Carrollton-Farmers Branch ISD has been recognized as an Outstanding District for theatre arts, with six campuses earning Awards of Distinction.

Carrollton Community Staff By Carrollton Community Staff
Published: July 7, 2026Carrollton Community
A young girl performs cello in an indoor school orchestra setting.

A District Takes a Bow

Picture a student stepping into a spotlight for the first time — memorizing lines, finding a character, learning to hold an audience. Multiply that moment across six school campuses, and you begin to understand what Carrollton-Farmers Branch ISD has quietly been building in its performing arts classrooms.

This summer, CFBISD was named an Outstanding District for theatre arts. The recognition did not stop at the district level: six individual campuses within the district earned Awards of Distinction, a detail that matters because it signals consistency across buildings and grade levels rather than a single standout program pulling the rest along.

What the Recognition Means

Theatre education awards of this kind typically evaluate a combination of program structure, student participation, instructional quality, and the breadth of opportunities offered to students at every skill level.

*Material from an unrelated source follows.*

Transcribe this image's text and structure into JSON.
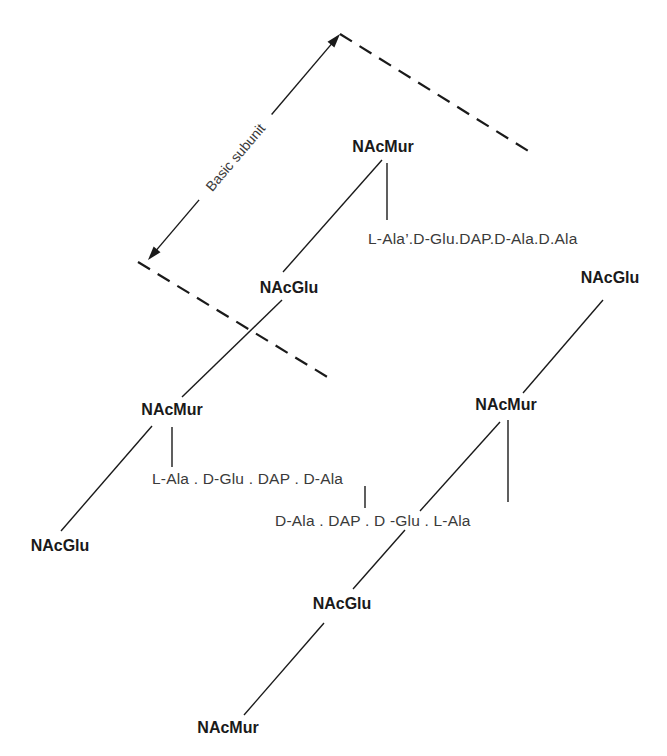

When a district earns an Outstanding designation, it reflects sustained commitment — the kind that shows up in budgets, in staffing, and in the daily decisions administrators and teachers make about how much space the arts get in a school week.

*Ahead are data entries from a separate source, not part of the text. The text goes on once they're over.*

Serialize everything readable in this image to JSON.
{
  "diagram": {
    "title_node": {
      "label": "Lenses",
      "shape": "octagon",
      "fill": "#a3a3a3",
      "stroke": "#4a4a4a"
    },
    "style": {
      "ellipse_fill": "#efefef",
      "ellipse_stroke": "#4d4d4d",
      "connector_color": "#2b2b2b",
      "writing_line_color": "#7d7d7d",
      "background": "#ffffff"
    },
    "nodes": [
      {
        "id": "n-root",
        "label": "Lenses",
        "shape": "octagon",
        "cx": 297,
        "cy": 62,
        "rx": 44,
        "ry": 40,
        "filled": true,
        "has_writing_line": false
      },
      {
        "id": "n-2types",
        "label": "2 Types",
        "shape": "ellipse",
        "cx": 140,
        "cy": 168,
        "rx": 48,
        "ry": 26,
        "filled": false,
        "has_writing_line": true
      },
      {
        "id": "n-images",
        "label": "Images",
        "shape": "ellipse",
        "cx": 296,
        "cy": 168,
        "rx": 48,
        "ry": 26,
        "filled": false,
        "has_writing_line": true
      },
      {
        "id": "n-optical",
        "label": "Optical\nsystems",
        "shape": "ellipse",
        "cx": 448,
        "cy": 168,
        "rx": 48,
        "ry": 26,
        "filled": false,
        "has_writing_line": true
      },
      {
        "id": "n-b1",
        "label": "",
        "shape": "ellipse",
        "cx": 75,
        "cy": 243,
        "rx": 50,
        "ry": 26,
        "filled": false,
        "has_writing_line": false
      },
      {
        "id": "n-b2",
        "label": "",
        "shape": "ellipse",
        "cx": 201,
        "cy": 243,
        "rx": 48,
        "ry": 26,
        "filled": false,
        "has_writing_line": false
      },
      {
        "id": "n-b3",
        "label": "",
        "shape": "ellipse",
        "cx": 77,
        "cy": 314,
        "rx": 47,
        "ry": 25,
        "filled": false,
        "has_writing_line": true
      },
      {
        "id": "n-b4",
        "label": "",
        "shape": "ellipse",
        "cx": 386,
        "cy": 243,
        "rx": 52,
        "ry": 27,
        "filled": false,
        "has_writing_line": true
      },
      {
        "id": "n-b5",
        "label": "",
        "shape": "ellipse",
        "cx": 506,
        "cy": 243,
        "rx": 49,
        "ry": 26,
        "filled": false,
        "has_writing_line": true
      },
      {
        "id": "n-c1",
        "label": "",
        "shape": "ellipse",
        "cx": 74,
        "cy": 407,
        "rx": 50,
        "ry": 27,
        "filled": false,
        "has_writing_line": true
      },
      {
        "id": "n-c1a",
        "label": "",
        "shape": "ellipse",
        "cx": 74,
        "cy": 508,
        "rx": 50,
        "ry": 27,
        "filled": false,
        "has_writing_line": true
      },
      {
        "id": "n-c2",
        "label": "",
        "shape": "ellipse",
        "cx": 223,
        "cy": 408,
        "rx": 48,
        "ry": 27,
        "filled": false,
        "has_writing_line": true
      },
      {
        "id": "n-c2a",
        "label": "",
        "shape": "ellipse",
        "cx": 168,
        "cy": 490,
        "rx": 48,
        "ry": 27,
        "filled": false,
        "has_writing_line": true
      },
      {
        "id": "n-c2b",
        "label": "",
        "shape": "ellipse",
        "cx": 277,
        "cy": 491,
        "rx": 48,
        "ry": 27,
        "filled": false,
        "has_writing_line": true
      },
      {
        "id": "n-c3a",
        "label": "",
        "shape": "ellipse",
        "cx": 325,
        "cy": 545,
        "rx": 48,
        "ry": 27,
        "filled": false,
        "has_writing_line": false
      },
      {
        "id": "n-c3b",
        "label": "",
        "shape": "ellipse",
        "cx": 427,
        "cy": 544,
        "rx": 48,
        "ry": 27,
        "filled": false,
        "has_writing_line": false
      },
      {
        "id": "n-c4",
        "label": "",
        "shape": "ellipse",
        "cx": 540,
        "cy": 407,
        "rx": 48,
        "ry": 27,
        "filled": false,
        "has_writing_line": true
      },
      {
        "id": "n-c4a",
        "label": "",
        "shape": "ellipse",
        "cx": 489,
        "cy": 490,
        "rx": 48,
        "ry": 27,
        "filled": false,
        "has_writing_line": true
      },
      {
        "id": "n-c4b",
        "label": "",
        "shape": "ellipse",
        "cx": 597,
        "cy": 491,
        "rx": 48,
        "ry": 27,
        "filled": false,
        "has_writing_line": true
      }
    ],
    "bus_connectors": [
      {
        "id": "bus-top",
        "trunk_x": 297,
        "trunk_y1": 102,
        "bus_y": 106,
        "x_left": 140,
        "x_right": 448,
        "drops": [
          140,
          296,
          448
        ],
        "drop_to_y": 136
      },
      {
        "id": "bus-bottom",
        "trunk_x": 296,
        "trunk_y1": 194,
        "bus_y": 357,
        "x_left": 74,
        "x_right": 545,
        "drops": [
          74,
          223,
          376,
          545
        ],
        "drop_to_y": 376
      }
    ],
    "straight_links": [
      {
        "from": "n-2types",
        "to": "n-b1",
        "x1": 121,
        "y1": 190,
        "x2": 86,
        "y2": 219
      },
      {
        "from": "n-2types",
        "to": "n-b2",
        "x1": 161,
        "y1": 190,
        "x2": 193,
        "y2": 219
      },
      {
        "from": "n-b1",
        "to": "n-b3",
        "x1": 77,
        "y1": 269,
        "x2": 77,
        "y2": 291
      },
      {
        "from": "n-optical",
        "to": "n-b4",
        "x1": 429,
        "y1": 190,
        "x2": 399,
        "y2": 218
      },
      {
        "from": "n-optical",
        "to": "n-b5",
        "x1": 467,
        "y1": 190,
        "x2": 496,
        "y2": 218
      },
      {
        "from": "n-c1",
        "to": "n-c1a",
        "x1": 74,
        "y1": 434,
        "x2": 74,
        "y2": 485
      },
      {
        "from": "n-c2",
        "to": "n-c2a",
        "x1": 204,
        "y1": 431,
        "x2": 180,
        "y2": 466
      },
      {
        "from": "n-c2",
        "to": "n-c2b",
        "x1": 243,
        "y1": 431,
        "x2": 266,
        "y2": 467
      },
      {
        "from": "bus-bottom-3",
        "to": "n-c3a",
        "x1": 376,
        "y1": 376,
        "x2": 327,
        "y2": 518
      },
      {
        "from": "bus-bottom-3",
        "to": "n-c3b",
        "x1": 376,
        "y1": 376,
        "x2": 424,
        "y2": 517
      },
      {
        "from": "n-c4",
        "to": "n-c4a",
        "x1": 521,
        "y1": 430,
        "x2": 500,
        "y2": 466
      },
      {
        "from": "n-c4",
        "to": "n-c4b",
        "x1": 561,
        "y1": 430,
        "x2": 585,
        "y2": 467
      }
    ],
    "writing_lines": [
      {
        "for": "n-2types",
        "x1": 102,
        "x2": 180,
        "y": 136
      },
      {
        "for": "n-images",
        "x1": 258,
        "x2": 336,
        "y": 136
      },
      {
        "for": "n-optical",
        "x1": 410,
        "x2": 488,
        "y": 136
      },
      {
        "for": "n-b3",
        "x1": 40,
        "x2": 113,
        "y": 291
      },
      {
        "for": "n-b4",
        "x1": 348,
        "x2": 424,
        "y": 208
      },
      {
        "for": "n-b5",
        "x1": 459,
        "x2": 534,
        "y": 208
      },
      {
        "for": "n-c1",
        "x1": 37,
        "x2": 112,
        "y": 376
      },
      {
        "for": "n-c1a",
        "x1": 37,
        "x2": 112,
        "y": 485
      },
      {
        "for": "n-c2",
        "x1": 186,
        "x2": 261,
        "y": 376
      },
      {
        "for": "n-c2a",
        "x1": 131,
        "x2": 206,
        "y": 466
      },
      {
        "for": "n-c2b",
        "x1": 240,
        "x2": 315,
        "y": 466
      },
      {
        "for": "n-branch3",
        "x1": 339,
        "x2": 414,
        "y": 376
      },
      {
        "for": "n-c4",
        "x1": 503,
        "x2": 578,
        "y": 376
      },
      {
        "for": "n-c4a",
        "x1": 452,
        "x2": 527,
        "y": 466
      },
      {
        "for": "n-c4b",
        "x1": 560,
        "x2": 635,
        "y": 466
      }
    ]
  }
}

For a district like CFBISD, which serves a diverse and growing community across Carrollton and Farmers Branch, the recognition carries particular weight. Theatre programs have a documented track record of supporting language development, building confidence in public speaking, and giving students who may not connect with traditional academic structures a place where their particular abilities are genuinely valued.

Six campuses earning Awards of Distinction suggests those benefits are reaching students across the district rather than concentrating in a single well-resourced school.

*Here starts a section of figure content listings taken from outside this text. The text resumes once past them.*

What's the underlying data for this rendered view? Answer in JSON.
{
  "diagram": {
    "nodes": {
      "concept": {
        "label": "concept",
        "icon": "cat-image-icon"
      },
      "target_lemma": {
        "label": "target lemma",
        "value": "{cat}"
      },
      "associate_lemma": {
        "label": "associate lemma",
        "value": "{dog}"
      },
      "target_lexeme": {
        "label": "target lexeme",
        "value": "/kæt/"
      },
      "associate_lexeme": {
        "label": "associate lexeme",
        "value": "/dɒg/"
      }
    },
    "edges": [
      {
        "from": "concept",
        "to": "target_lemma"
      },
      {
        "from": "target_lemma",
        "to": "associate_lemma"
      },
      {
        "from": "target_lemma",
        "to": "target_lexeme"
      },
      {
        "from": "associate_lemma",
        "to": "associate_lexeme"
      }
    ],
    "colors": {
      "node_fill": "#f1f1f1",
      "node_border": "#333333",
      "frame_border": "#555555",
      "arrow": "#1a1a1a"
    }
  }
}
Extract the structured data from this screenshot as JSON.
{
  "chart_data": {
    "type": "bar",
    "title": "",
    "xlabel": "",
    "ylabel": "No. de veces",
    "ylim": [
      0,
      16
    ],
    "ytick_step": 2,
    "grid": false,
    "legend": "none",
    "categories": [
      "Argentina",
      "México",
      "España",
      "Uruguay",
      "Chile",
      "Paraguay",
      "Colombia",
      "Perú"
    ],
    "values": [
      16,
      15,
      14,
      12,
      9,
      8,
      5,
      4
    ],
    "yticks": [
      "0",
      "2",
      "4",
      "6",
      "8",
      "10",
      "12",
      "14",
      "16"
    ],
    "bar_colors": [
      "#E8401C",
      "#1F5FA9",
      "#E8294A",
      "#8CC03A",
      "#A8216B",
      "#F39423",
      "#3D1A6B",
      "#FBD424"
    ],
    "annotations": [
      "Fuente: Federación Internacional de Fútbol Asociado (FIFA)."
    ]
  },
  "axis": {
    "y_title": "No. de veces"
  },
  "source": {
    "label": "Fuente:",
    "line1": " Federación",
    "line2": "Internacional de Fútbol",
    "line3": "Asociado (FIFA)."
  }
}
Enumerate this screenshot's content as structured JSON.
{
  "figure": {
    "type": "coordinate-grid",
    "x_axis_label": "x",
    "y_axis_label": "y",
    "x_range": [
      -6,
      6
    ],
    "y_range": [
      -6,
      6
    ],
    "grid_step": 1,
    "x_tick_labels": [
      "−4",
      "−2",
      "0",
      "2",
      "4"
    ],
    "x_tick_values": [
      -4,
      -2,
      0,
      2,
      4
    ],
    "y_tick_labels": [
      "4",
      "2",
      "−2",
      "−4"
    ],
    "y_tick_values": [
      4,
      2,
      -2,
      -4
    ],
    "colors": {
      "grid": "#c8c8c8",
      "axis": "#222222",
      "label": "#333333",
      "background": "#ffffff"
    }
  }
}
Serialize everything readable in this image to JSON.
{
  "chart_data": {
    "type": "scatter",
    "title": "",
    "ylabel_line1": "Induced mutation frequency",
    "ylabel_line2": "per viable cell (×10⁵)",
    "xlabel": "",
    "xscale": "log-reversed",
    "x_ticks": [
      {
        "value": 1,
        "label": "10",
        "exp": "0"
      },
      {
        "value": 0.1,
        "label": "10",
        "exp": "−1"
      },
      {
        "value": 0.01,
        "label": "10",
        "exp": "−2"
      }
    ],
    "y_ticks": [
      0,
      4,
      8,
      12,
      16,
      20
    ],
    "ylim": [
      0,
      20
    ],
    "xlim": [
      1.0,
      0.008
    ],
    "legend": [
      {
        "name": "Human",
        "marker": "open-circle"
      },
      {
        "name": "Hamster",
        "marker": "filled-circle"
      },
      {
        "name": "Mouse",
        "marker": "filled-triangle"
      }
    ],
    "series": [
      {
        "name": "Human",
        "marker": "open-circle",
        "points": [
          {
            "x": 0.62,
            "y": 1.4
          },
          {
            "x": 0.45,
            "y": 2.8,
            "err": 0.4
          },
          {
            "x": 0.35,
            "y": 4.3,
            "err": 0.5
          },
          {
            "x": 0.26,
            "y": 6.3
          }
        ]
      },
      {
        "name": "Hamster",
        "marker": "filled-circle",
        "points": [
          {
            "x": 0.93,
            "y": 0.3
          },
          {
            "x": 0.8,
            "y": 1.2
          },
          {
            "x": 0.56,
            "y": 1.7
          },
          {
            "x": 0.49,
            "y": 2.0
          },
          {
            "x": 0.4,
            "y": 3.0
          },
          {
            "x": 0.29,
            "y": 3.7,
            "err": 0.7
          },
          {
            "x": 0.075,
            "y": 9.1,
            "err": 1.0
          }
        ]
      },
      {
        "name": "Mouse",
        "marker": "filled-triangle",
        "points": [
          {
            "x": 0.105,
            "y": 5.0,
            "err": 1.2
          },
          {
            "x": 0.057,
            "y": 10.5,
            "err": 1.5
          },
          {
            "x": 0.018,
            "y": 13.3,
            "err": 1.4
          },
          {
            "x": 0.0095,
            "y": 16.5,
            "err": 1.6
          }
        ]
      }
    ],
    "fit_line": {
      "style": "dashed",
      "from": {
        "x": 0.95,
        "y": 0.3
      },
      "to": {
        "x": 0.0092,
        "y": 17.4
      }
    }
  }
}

Arts and Academics Working Together

The theatre honor arrives during a summer when CFBISD is already demonstrating its range. The district is also running a summer program this season that is helping more than 360 students develop key language skills — a reminder that the same organization prioritizing the performing arts is also pressing hard on foundational literacy.

Those two priorities are not in tension. Research consistently shows that students engaged in theatre develop stronger reading comprehension and oral communication skills. A district that invests simultaneously in language programs and performing arts is, in effect, reinforcing the same core competencies from different directions.

What It Looks Like on the Ground

For families in Carrollton, the practical meaning of this recognition is straightforward: the schools their children attend are being held up as models in theatre education. That applies whether a student is a lead in a spring musical, a technician running the lighting board, or a freshman in an introductory drama class trying out the idea that performing might be something they enjoy.

Awards of Distinction at the campus level also give individual schools something concrete to build on. Teachers and directors can point to external validation when making the case for resources, for rehearsal time, for the kind of sustained support that keeps a program healthy from one school year to the next.

A Moment Worth Noting

Carrollton is a city that tends to measure itself in practical terms — traffic flow, development projects, park acreage, tax rates. Those things matter, and this publication covers them regularly. But a school district being recognized for excellence in theatre arts is also a meaningful data point about what kind of community Carrollton is becoming.

The arts do not thrive on accident. They thrive when a community decides, through its schools and its institutions, that creative development is part of what it owes its young people. CFBISD’s Outstanding District designation is evidence that this community has made that decision in a sustained and serious way.

For anyone with a student in the district — or for anyone who simply cares about whether the next generation is growing up with access to the full range of human expression — this summer’s announcement is worth a moment of recognition.

Details on specific campuses and program offerings can be found directly through CFBISD.